We come to you now, even as the storms once again rage against the shores of our country.  Even as the echoes of gunfire from above ring in our ears.  Even as the cries of our neighbors in Puerto Rico and Mexico, and other places around the world sound in our hearts.  Even now, O Lord, we come before you confessing that at times we feel overwhelmed and overcome.  Even though the earth hasn’t quaked in our corner of the world; even though our streets haven’t flooded in these days; even though the tragedy hasn’t been attached to the name of our town, we still carry this pain, and we don’t know what to do. 

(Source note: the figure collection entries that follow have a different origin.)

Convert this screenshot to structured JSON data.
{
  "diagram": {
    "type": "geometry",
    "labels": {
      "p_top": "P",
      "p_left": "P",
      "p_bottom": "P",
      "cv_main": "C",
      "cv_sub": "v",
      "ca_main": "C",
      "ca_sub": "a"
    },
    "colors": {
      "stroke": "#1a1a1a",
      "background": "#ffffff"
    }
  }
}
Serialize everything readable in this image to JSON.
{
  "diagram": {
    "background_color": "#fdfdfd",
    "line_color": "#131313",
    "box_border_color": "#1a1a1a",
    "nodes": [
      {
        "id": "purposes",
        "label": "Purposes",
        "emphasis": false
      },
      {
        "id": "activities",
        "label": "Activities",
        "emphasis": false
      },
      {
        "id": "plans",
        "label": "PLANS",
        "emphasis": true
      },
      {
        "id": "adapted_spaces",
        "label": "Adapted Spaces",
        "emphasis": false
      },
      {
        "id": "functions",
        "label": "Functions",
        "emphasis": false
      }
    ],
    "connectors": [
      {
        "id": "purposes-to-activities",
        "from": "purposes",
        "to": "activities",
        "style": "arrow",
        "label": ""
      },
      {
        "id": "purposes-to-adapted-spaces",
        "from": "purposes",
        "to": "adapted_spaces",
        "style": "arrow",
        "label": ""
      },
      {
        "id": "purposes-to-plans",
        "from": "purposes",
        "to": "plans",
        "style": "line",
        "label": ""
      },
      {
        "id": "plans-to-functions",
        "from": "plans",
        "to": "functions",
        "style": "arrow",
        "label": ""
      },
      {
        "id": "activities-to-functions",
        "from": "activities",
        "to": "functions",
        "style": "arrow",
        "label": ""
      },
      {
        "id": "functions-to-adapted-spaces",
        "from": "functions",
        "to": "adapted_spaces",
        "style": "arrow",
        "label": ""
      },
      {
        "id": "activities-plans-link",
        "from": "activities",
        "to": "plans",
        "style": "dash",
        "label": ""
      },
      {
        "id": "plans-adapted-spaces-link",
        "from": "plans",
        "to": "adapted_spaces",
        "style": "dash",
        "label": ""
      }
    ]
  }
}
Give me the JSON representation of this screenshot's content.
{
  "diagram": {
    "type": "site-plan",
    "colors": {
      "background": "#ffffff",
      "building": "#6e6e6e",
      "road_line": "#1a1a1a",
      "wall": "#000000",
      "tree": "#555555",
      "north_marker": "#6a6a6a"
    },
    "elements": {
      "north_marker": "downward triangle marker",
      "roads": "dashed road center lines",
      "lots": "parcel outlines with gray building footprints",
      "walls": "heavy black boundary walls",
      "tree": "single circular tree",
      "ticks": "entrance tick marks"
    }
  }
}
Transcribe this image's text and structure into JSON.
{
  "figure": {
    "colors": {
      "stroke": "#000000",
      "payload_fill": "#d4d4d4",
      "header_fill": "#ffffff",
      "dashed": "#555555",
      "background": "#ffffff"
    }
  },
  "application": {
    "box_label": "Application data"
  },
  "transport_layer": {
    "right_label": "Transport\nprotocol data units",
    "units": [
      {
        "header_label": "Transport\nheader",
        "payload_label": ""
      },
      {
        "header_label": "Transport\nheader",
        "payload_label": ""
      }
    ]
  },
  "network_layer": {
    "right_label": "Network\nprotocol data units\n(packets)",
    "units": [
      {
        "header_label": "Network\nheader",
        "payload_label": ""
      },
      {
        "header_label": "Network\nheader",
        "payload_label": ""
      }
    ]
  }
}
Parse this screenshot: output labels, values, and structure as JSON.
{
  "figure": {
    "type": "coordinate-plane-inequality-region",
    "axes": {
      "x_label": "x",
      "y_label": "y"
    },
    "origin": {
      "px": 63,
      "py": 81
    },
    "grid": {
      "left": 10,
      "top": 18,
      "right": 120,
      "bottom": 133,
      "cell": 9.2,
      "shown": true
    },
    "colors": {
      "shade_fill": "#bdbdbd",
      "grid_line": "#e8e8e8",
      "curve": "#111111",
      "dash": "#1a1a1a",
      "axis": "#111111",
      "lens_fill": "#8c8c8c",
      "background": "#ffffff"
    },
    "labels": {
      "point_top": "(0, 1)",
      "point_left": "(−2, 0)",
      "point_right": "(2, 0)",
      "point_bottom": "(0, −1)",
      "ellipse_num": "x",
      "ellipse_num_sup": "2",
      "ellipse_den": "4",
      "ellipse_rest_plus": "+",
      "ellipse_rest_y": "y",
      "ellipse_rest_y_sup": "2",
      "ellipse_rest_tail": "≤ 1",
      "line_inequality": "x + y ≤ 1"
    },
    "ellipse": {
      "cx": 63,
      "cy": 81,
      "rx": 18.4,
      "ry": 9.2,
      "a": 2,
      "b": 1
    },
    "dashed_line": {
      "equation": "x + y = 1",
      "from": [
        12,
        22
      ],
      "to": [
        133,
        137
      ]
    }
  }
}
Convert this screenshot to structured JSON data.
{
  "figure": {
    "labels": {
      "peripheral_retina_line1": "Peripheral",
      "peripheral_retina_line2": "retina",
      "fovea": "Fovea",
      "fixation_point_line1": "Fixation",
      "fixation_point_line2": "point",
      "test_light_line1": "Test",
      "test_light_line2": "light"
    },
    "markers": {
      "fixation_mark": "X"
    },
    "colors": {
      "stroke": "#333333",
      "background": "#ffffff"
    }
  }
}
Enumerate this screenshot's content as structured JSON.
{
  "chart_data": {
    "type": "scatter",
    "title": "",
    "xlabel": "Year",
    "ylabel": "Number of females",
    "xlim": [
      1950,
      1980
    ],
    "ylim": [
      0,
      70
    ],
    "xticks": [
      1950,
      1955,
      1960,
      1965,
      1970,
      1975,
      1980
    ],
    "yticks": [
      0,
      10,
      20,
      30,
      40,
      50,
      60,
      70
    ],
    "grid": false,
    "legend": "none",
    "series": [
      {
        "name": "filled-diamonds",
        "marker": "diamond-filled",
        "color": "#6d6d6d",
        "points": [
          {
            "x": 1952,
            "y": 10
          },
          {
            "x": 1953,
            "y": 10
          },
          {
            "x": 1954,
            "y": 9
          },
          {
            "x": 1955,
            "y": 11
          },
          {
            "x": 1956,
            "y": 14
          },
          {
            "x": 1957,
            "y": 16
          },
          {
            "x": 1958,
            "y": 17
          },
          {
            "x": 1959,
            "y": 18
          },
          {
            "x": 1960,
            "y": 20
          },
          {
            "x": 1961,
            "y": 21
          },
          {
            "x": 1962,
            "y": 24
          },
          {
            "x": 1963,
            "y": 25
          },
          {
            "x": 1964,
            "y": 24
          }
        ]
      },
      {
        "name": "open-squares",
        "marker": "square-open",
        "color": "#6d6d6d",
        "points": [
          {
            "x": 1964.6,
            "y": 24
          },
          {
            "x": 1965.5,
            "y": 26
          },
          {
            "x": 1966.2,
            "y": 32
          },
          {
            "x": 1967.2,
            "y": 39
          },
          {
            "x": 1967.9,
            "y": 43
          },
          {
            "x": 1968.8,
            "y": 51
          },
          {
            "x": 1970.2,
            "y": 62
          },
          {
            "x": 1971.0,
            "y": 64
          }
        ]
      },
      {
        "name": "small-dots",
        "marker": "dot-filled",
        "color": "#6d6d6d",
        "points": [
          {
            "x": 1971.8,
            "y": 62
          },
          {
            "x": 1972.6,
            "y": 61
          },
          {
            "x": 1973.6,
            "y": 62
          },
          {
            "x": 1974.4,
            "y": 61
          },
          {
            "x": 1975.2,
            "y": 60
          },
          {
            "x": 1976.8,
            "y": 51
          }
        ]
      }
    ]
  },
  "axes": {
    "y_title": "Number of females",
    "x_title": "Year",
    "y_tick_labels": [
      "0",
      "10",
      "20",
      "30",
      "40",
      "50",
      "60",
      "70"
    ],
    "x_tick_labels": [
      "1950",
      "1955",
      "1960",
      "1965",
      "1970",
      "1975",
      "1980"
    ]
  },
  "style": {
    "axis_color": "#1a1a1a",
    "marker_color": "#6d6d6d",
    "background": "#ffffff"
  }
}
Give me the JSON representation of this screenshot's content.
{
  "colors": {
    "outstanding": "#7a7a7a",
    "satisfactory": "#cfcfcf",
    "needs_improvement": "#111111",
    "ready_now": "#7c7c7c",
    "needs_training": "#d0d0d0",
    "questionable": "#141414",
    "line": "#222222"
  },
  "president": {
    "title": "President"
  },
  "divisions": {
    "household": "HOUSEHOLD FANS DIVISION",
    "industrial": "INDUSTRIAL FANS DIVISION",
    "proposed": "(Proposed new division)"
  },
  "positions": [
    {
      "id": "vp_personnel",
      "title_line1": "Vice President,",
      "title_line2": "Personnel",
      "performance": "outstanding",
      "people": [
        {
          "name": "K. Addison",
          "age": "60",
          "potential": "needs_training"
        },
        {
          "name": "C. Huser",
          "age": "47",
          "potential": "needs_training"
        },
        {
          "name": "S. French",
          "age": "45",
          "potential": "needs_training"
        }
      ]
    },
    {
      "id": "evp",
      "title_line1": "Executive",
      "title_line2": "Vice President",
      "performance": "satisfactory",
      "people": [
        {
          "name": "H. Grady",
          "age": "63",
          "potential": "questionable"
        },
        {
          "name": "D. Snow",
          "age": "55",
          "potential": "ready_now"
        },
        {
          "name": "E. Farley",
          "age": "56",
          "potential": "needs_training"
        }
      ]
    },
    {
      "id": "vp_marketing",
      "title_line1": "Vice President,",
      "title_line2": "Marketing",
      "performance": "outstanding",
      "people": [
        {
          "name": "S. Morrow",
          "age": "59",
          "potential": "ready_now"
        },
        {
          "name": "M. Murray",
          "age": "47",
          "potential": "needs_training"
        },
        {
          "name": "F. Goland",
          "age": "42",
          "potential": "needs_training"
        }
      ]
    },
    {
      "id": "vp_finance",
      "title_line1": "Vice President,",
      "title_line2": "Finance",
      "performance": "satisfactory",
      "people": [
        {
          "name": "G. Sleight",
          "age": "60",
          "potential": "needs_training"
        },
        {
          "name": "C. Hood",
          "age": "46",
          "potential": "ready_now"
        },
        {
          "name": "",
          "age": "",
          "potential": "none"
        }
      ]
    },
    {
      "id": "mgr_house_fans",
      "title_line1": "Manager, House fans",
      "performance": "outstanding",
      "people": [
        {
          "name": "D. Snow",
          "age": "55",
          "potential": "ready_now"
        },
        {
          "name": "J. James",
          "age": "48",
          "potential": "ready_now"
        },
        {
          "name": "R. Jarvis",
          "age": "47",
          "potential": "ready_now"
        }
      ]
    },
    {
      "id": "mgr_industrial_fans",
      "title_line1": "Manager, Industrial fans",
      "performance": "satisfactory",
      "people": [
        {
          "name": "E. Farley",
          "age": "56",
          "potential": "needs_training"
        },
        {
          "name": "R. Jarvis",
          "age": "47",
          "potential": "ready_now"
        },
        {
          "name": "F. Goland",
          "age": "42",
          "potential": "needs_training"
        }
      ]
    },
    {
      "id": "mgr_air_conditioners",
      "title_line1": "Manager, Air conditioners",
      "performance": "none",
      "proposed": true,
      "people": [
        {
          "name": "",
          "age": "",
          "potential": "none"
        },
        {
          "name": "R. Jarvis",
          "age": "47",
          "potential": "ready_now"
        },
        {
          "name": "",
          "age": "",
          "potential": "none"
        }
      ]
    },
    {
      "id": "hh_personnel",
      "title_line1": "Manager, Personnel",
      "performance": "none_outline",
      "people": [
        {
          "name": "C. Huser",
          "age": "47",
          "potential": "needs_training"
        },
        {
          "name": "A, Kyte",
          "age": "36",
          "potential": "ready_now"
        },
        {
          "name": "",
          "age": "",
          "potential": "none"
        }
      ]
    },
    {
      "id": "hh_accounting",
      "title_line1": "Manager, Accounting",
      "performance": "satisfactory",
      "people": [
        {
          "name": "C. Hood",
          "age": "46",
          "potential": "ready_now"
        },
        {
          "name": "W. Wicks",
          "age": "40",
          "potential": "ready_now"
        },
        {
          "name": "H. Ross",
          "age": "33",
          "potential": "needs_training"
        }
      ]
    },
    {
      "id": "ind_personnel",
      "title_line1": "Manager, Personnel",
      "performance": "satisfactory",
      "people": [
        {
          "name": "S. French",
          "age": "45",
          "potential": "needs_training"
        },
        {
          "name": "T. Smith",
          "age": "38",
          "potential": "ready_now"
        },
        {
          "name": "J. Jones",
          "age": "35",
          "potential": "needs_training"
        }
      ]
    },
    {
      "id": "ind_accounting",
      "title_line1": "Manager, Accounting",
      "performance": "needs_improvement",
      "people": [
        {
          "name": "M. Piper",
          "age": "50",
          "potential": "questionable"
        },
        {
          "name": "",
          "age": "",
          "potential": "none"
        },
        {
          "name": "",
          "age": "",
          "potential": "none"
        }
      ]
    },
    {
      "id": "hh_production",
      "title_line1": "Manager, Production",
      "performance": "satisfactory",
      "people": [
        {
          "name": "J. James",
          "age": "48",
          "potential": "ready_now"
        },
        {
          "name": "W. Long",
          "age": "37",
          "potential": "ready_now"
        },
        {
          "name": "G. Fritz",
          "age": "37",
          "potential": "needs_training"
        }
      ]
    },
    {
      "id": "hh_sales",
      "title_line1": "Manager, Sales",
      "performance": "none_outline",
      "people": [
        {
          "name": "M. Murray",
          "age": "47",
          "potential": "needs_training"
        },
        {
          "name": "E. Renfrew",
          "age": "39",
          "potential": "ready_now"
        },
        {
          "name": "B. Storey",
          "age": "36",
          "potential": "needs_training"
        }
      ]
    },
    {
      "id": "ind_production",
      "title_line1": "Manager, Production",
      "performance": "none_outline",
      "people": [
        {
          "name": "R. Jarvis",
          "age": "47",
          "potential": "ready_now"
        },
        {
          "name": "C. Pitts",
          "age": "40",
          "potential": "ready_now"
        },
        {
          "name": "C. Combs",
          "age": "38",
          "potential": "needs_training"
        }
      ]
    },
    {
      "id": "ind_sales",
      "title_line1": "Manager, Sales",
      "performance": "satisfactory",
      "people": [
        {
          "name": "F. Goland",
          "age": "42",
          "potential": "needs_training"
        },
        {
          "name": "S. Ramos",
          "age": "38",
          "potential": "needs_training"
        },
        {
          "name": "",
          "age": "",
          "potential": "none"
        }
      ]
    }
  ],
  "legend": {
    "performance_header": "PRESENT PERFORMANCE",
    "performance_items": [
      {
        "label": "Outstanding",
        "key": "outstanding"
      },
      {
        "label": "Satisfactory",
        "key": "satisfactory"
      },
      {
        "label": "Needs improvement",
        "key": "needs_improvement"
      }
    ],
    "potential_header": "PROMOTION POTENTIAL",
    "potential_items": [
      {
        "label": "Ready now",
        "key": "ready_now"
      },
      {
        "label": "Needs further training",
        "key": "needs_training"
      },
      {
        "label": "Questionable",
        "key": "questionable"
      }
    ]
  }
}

Show us, Lord, first of all, that you are indeed God.  Remind us again that you are our creator, and our redeemer, the healer of all brokenness and the very hope of the world. Rekindle that fire within us, that we might be able to nurture its small light and cause it to shine right where we are.  In all that we say and do, in our work and in our play and in our homes and in the marketplace, and wherever we are, help us to be a people who are constantly shining your light, trusting that you can cause that light to spread from State College to San Juan, from here to wherever it is that is shrouded in darkness.  And then, Lord, open us to your possibilities.  As we meet new people with real pain and real struggles, help us to see how you might be calling us to something more; something active.  If we need to listen, help us to listen.  If we need to work together, help us to build bridges that enable us to do so.  If we need to get busy, show us the ways in which we can begin to make a difference.  We long to live with an urgent focus on your great love, which has saved us and changed us, and which we believe will redeem every broken nook and cranny of this amazing and beautiful and broken world.  So hear our prayer, O Lord, for our own pain, for the pain of our neighbors here in our own places; and for the pain of our neighbors around the world.  Lord have mercy.  Christ have mercy.  Lord have mercy.  Amen.